When a pipeline representative contacts you to obtain a pipeline right-of-way across your property, you basically have two choices. You can refuse their offer or you can choose to negotiate. Understand that if you outright refuse their offer they will then file to condemn your property.
If you refuse the offer from a pipeline company and go to a condemnation hearing the only thing you can obtain is the money settlement. A condemnation hearing only deals with money. The three commissioners conducting the condemnation hearing cannot by law grant you anything but money. The only way to obtain any agreements and concessions from the pipeline company is to negotiate.
With the development of the oil and gas plays in Texas, our lands are being crisscrossed with pipelines delivering petroleum products to processing facilities. Sometimes several lines are being installed on the land owner’s property.
A pipeline easement is perhaps the most common easement a land owner has to deal with in these times. Most prior pipeline easements are perpetual and run with the title of the land. The unfortunate thing about these easements is that they allow for the installation of multiple pipelines lines. Many old easements have no limit as to how many lines can be placed in an existing easement.
A typical pipeline easement can be from fifty feet to one hundred feet wide. The permanent easement is generally less than the working easement. The working easement allows for a wider temporary access for the construction or laying of the pipeline. Once the pipeline is in place the permanent easement generally becomes fifty or sixty feet wide.
A list of thirteen helpful hints follows when negotiating a pipeline easement, either new or installation of an additional line.
It maybe fifty years, but have a termination date. Allow for the pipeline company to renew the easement with additional payment when the initial term expires. State what is to take place at the end of the easement. Whether the pipeline is to be removed or not, needs to be decided at the beginning of the lease.
Specify when the easement reverts back to the land owner and specify what constitutes abandonment of the easement.
Do not allow the pipeline company to sub-lease or allow other companies to use the easement with out compensation to the landowner and certainly without notifying you of the sale or assignment. You want to always know who owns the easement.
This is a surface lease and is worth more money. Be sure to limit the size of the surface easement and require that it be fenced off and kept clean and mowed.
Require that pipes be buried at least four feet deep and watch the construction contractor to make sure it is done. The ditch should be ‘double ditched’. The top soil should be placed on one side and put back in the trench last or on top. The clay is to be placed on the other side and goes back in the ditch first.
Specify when it will be done and how and that you be notified when the mowing contractor will be in your pasture.
It’s important to document what condition your land should be restored to post construction. For example, should they reseed with native grasses? What should be the seeding rate?
Pipeline and oil field work is generally seven days a week, twenty-four hours a day. All heavy equipment are required to have safety alarms or backup bells and they can be heard a long ways off.
Anyone found off the easement area or width should be guilty of trespassing. Allow for your own inspector or watchman and insure that the contractor will abide by their directions.
Require that Skid-O-Cans be kept on the job and serviced regularly. State the consequences if someone doesn’t use the skid-o-can. Make sure they pick up their trash daily or otherwise a wind will come up and you will have plastic bags all over your pasture. Livestock just love to eat the bags and then you have a very sick animal.
Independent trucking contractors will deliver the pipe and they do not care what your rules state or the agreement says. When you find the trash or beer bottles, the guilty party will be long gone. Therefore, that right-of-way agent you dealt with should be required to be on the job every day the contractor works on your property. Otherwise, when you have a problem the agent will be 500 miles away on another assignment.
Include the land owner’s right to recover damages for violations of the terms and from any activity not permitted or agreed upon.
Require that the land owner be notified immediately of a change in ownership of the pipeline. You can require that your own inspector, supervisor or guard be present during the construction of the pipeline on your own property.
Make these conditions actual parts of the lease, not just covenants, and have consequences.
We have a much more in depth article on Eminent Domain. Check out Eminent Domain for Pipelines & Highways
If you need additional information or assistance, contact Raulie Irwin at 361-645-2115.
Raulie Irwin has been a general appraiser for 34 years, a real estate broker for 44 years and a right-of-way agent for 30 years. Raulie graduated from Texas A & M University in 1972, with a Bachelor’s Degree in Building Construction. He and his wife, Georgia, live on a ranch called Critterville at Weesatche, in Goliad County, Texas. Raulie has been providing real estate services to land owners all over Texas for the past thirty-five years.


*TASK REQUIREMENTS:* Retype each of the records below exactly, leaving the pictures out.

Figure collection entries
—————
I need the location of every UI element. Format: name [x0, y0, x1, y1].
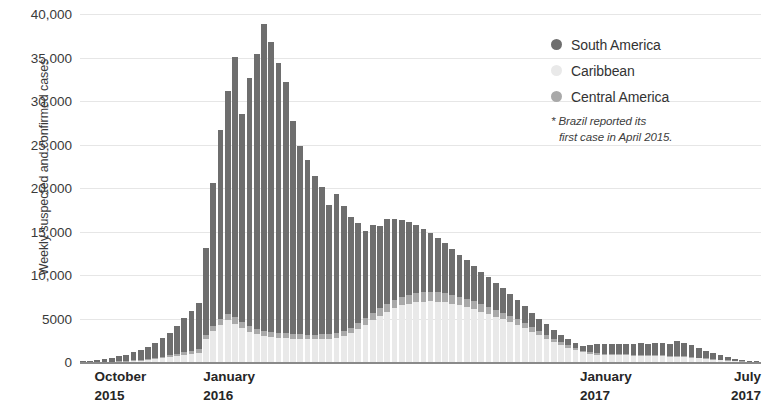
bar-segment: [696, 348, 702, 358]
bar-group: [667, 344, 673, 362]
bar-segment: [565, 345, 571, 347]
legend-swatch-caribbean-icon: [551, 65, 562, 76]
bar-segment: [413, 293, 419, 302]
bar-segment: [283, 333, 289, 338]
bar-segment: [406, 304, 412, 362]
bar-segment: [261, 24, 267, 331]
bar-segment: [522, 328, 528, 362]
bar-group: [631, 344, 637, 362]
bar-segment: [638, 343, 644, 354]
bar-group: [500, 288, 506, 362]
y-tick-label: 15,000: [8, 224, 72, 239]
x-axis-line: [80, 362, 761, 364]
bar-group: [471, 266, 477, 362]
y-tick-label: 30,000: [8, 94, 72, 109]
bar-segment: [283, 82, 289, 333]
x-tick-label: July2017: [731, 368, 761, 405]
bar-group: [565, 339, 571, 362]
bar-segment: [732, 359, 738, 361]
bar-segment: [681, 343, 687, 356]
bar-group: [232, 57, 238, 362]
bar-segment: [580, 346, 586, 351]
bar-segment: [334, 338, 340, 362]
bar-segment: [355, 223, 361, 323]
bar-segment: [710, 353, 716, 359]
bar-group: [536, 319, 542, 362]
bar-segment: [254, 334, 260, 362]
bar-segment: [580, 351, 586, 353]
bar-segment: [421, 229, 427, 293]
bar-segment: [232, 57, 238, 317]
bar-group: [399, 220, 405, 362]
bar-group: [406, 222, 412, 362]
footnote-line-2: first case in April 2015.: [551, 130, 761, 146]
bar-segment: [602, 355, 608, 362]
bar-segment: [421, 302, 427, 362]
bar-segment: [377, 316, 383, 362]
bar-group: [268, 42, 274, 362]
bar-segment: [268, 332, 274, 337]
bar-group: [254, 54, 260, 362]
bar-segment: [522, 323, 528, 328]
bar-group: [623, 344, 629, 362]
bar-segment: [515, 300, 521, 319]
bar-segment: [493, 310, 499, 317]
bar-group: [174, 326, 180, 362]
bar-segment: [181, 318, 187, 352]
bar-segment: [681, 356, 687, 357]
bar-group: [261, 24, 267, 362]
bar-segment: [457, 297, 463, 306]
bar-segment: [471, 309, 477, 362]
bar-segment: [449, 249, 455, 295]
bar-segment: [276, 63, 282, 333]
bar-group: [428, 233, 434, 362]
bar-segment: [536, 319, 542, 331]
bar-segment: [261, 336, 267, 362]
bar-segment: [652, 355, 658, 356]
bar-segment: [145, 347, 151, 359]
bar-group: [435, 238, 441, 362]
bar-segment: [565, 339, 571, 345]
bar-segment: [667, 356, 673, 357]
bar-group: [660, 343, 666, 362]
zika-weekly-cases-chart: Weekly suspected and confirmed cases 050…: [0, 0, 769, 410]
y-tick-label: 40,000: [8, 7, 72, 22]
bar-segment: [232, 324, 238, 362]
bar-segment: [449, 304, 455, 362]
bar-segment: [544, 339, 550, 362]
bar-segment: [392, 219, 398, 300]
bar-group: [602, 344, 608, 362]
bar-segment: [449, 295, 455, 304]
bar-segment: [152, 358, 158, 359]
bar-segment: [290, 334, 296, 339]
bar-group: [609, 344, 615, 362]
bar-group: [710, 353, 716, 362]
bar-segment: [493, 317, 499, 362]
bar-segment: [529, 327, 535, 332]
bar-segment: [478, 312, 484, 362]
bar-segment: [276, 333, 282, 338]
bar-segment: [660, 343, 666, 355]
bar-segment: [428, 301, 434, 362]
bar-segment: [160, 357, 166, 359]
bar-group: [449, 249, 455, 362]
bar-group: [247, 78, 253, 362]
bar-group: [167, 333, 173, 362]
bar-segment: [225, 91, 231, 314]
bar-segment: [305, 339, 311, 362]
bar-group: [638, 343, 644, 362]
bar-group: [384, 219, 390, 362]
bar-group: [377, 226, 383, 362]
bar-group: [493, 283, 499, 362]
bar-group: [718, 355, 724, 362]
bar-segment: [218, 325, 224, 362]
bar-segment: [689, 345, 695, 357]
bar-segment: [305, 160, 311, 335]
bar-segment: [326, 339, 332, 362]
bar-segment: [667, 344, 673, 355]
bar-segment: [196, 349, 202, 353]
legend-item-central-america: Central America: [551, 88, 761, 105]
bar-segment: [529, 332, 535, 362]
bar-segment: [326, 205, 332, 334]
bar-segment: [348, 328, 354, 333]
—————
*ANSWER AREA:*
I need the location of every UI element. Format: name [x0, y0, x1, y1].
bar-segment: [696, 348, 702, 358]
bar-group: [667, 344, 673, 362]
bar-segment: [565, 345, 571, 347]
legend-swatch-caribbean-icon: [551, 65, 562, 76]
bar-segment: [413, 293, 419, 302]
bar-segment: [283, 333, 289, 338]
bar-segment: [406, 304, 412, 362]
bar-segment: [261, 24, 267, 331]
bar-segment: [522, 328, 528, 362]
bar-group: [631, 344, 637, 362]
bar-segment: [638, 343, 644, 354]
bar-group: [500, 288, 506, 362]
y-tick-label: 15,000: [8, 224, 72, 239]
x-axis-line: [80, 362, 761, 364]
bar-group: [471, 266, 477, 362]
y-tick-label: 30,000: [8, 94, 72, 109]
bar-segment: [283, 82, 289, 333]
x-tick-label: July2017: [731, 368, 761, 405]
bar-group: [565, 339, 571, 362]
bar-segment: [732, 359, 738, 361]
bar-segment: [681, 343, 687, 356]
bar-group: [232, 57, 238, 362]
bar-segment: [580, 346, 586, 351]
bar-segment: [334, 338, 340, 362]
bar-segment: [355, 223, 361, 323]
bar-segment: [710, 353, 716, 359]
bar-group: [536, 319, 542, 362]
bar-segment: [254, 334, 260, 362]
bar-segment: [580, 351, 586, 353]
bar-segment: [421, 229, 427, 293]
bar-segment: [232, 57, 238, 317]
bar-group: [399, 220, 405, 362]
bar-group: [406, 222, 412, 362]
footnote-line-2: first case in April 2015.: [551, 130, 761, 146]
bar-segment: [602, 355, 608, 362]
bar-segment: [421, 302, 427, 362]
bar-segment: [377, 316, 383, 362]
bar-group: [268, 42, 274, 362]
bar-segment: [268, 332, 274, 337]
bar-group: [254, 54, 260, 362]
bar-segment: [522, 323, 528, 328]
bar-group: [623, 344, 629, 362]
bar-segment: [515, 300, 521, 319]
bar-segment: [493, 310, 499, 317]
bar-group: [174, 326, 180, 362]
bar-segment: [181, 318, 187, 352]
bar-segment: [681, 356, 687, 357]
bar-group: [261, 24, 267, 362]
bar-segment: [457, 297, 463, 306]
bar-segment: [471, 309, 477, 362]
bar-segment: [449, 249, 455, 295]
bar-segment: [276, 63, 282, 333]
bar-group: [428, 233, 434, 362]
bar-segment: [536, 319, 542, 331]
bar-segment: [261, 336, 267, 362]
bar-segment: [652, 355, 658, 356]
bar-segment: [145, 347, 151, 359]
bar-group: [435, 238, 441, 362]
bar-segment: [565, 339, 571, 345]
bar-segment: [667, 356, 673, 357]
bar-group: [660, 343, 666, 362]
zika-weekly-cases-chart: Weekly suspected and confirmed cases 050…: [0, 0, 769, 410]
y-tick-label: 40,000: [8, 7, 72, 22]
bar-segment: [232, 324, 238, 362]
bar-segment: [449, 304, 455, 362]
bar-segment: [544, 339, 550, 362]
bar-segment: [392, 219, 398, 300]
bar-group: [602, 344, 608, 362]
bar-segment: [449, 295, 455, 304]
bar-segment: [152, 358, 158, 359]
bar-segment: [290, 334, 296, 339]
bar-group: [609, 344, 615, 362]
bar-group: [710, 353, 716, 362]
bar-segment: [493, 317, 499, 362]
bar-segment: [529, 327, 535, 332]
bar-segment: [478, 312, 484, 362]
bar-segment: [276, 333, 282, 338]
bar-segment: [660, 343, 666, 355]
bar-segment: [428, 301, 434, 362]
bar-segment: [160, 357, 166, 359]
bar-group: [449, 249, 455, 362]
bar-group: [247, 78, 253, 362]
bar-group: [167, 333, 173, 362]
bar-segment: [225, 91, 231, 314]
bar-segment: [305, 339, 311, 362]
bar-group: [638, 343, 644, 362]
bar-group: [384, 219, 390, 362]
bar-group: [377, 226, 383, 362]
bar-group: [493, 283, 499, 362]
bar-group: [718, 355, 724, 362]
bar-segment: [218, 325, 224, 362]
bar-segment: [689, 345, 695, 357]
bar-segment: [305, 160, 311, 335]
bar-segment: [326, 339, 332, 362]
bar-segment: [667, 344, 673, 355]
bar-segment: [196, 349, 202, 353]
legend-item-central-america: Central America: [551, 88, 761, 105]
bar-segment: [529, 332, 535, 362]
bar-segment: [326, 205, 332, 334]
bar-segment: [348, 328, 354, 333]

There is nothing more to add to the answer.